▶ _Required action_
Word for word, print out all of the data, omitting every image.

── Dataset excerpts ──

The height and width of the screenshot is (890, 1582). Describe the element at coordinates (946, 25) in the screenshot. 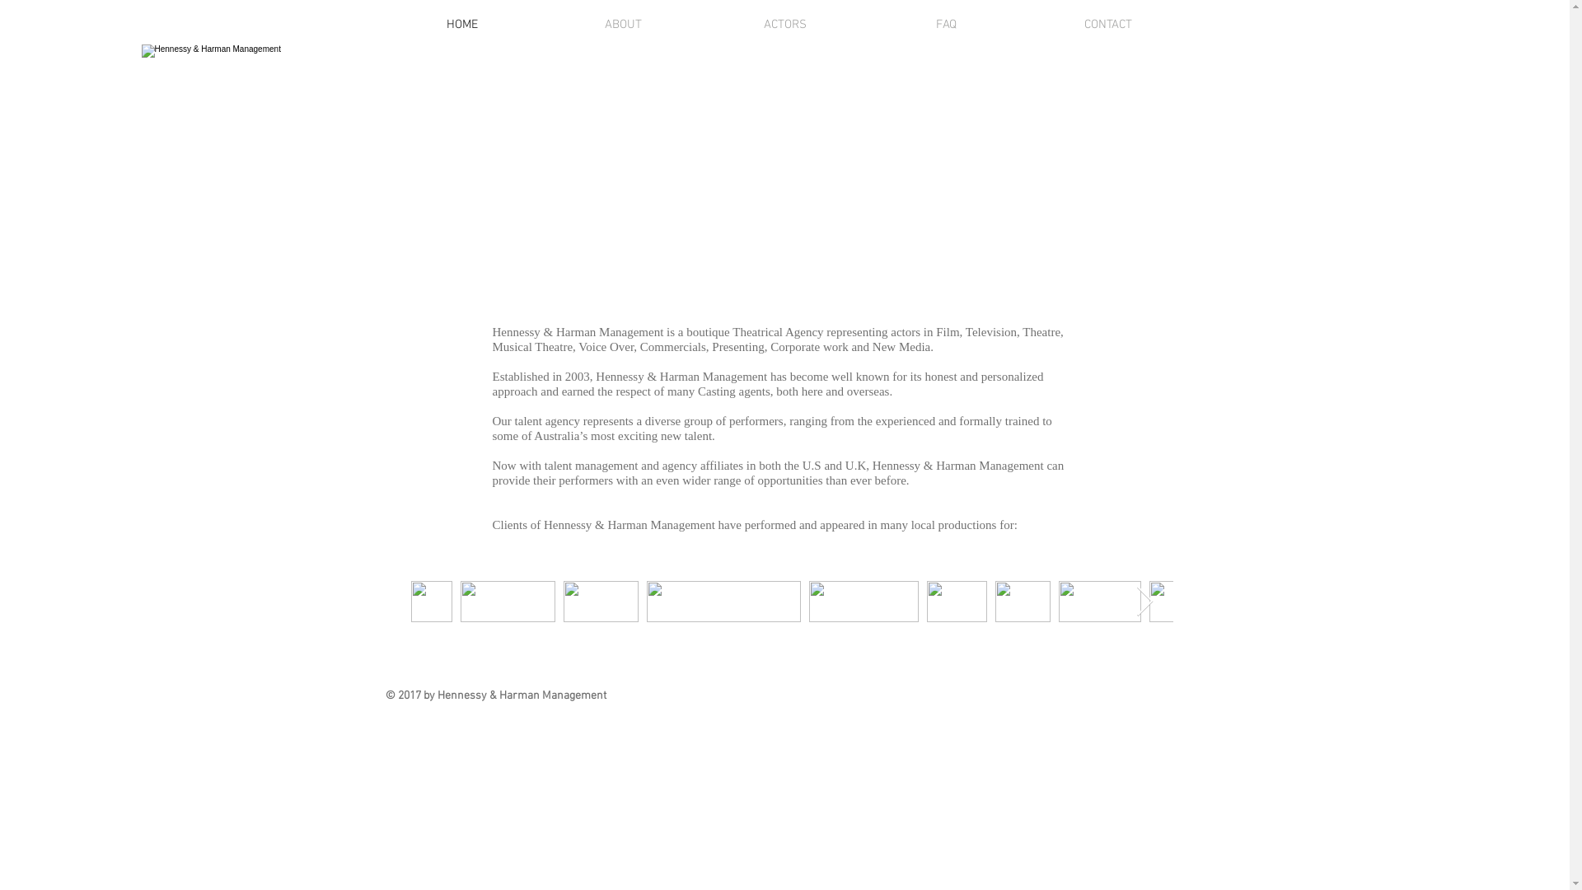

I see `FAQ` at that location.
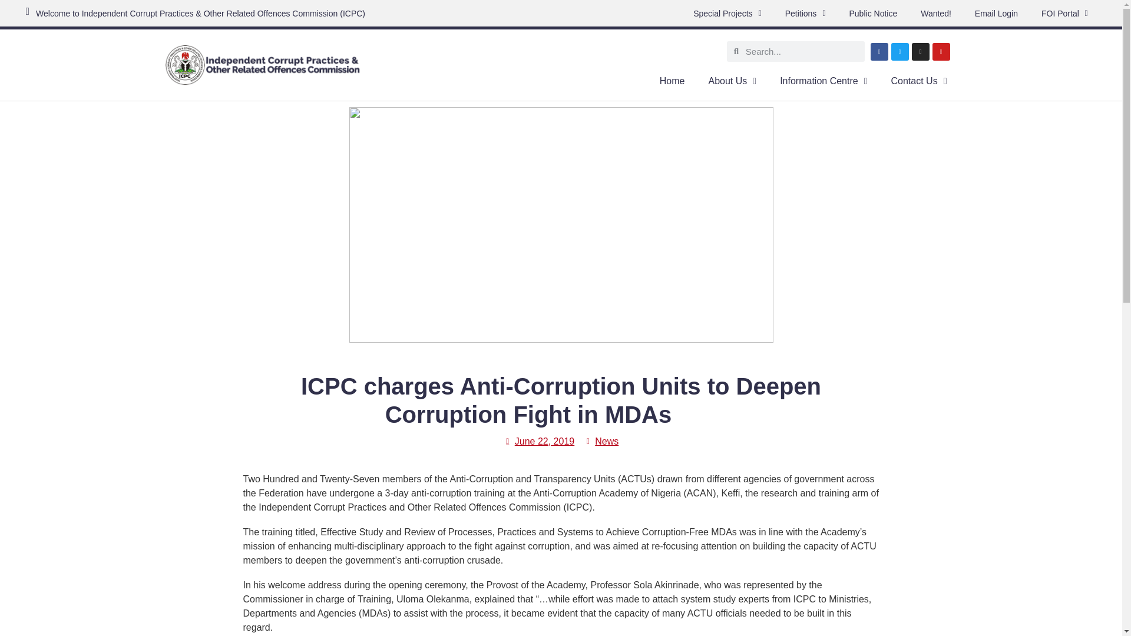 The image size is (1131, 636). What do you see at coordinates (806, 13) in the screenshot?
I see `Petitions` at bounding box center [806, 13].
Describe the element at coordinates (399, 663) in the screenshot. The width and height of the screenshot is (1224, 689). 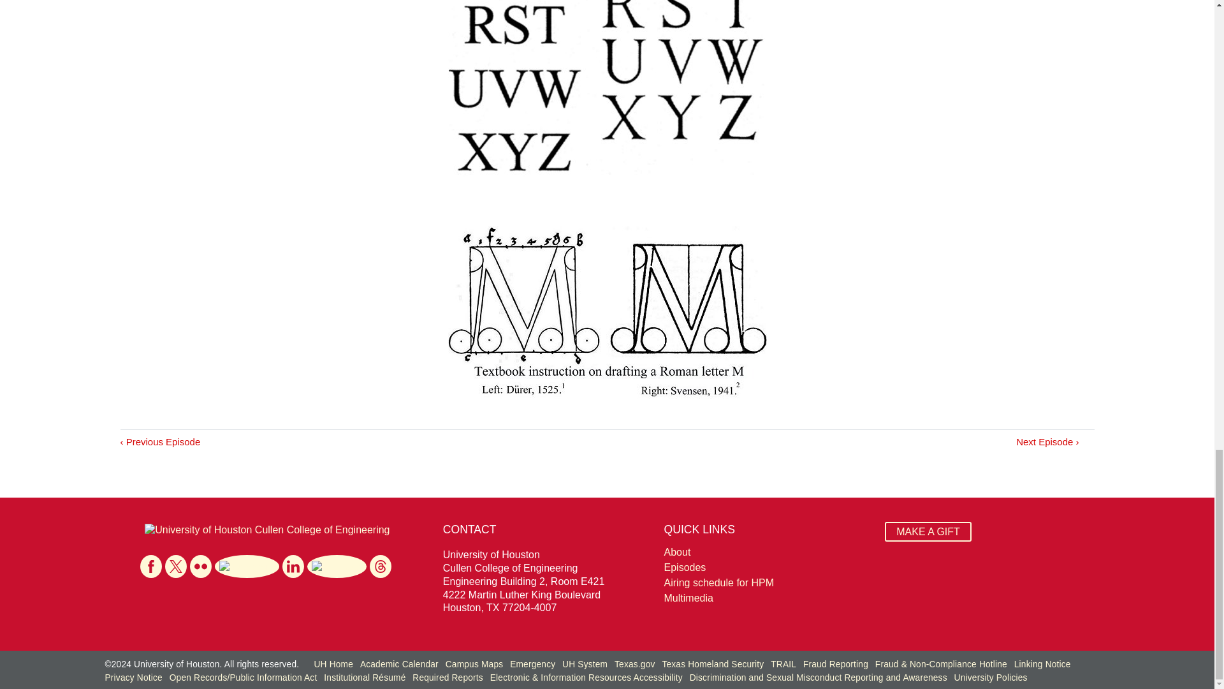
I see `Academic Calendar` at that location.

───

▶ _Exercise result_
The height and width of the screenshot is (890, 1582). Describe the element at coordinates (946, 25) in the screenshot. 

I see `FAQ` at that location.
 The image size is (1131, 636). What do you see at coordinates (806, 13) in the screenshot?
I see `Petitions` at bounding box center [806, 13].
Describe the element at coordinates (399, 663) in the screenshot. The width and height of the screenshot is (1224, 689). 
I see `Academic Calendar` at that location.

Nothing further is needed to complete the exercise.